> **About this exercise**: The lines from the start of the records through the one containing "This screenshot has" are to be restated word for word; please include both ends.
(Provided records)
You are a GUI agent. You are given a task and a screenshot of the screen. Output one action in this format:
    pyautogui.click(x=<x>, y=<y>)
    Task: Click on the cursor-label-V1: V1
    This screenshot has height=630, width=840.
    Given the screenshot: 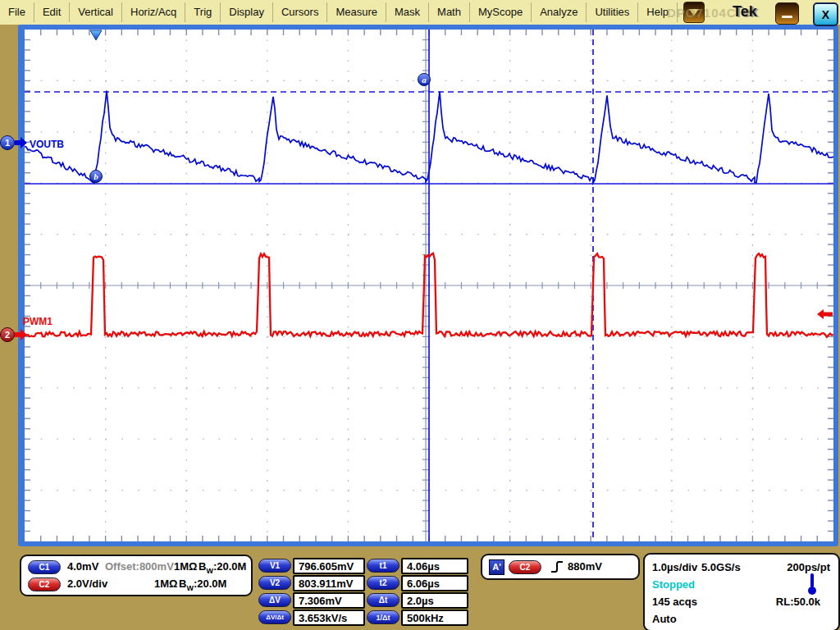 What is the action you would take?
    pyautogui.click(x=275, y=566)
    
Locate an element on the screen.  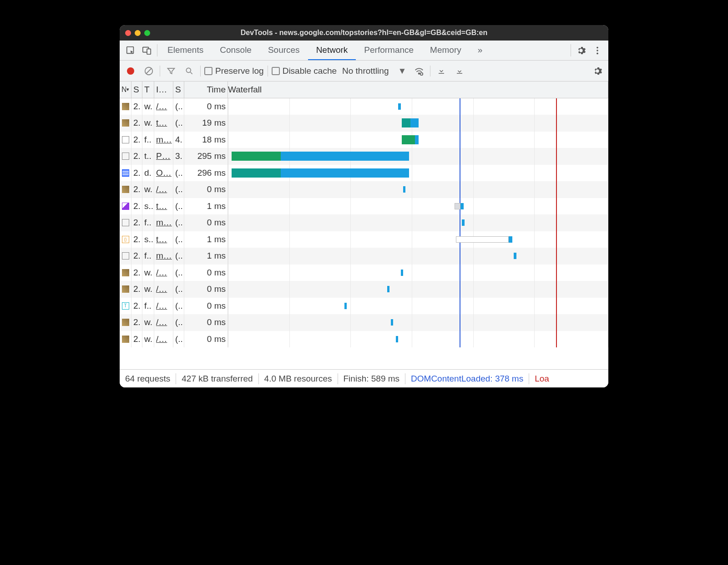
(End Provided records)
> **Output below**:
You are a GUI agent. You are given a task and a screenshot of the screen. Output one action in this format:
    pyautogui.click(x=<x>, y=<y>)
    Task: Click on the cursor-label-V1: V1
    This screenshot has height=630, width=840.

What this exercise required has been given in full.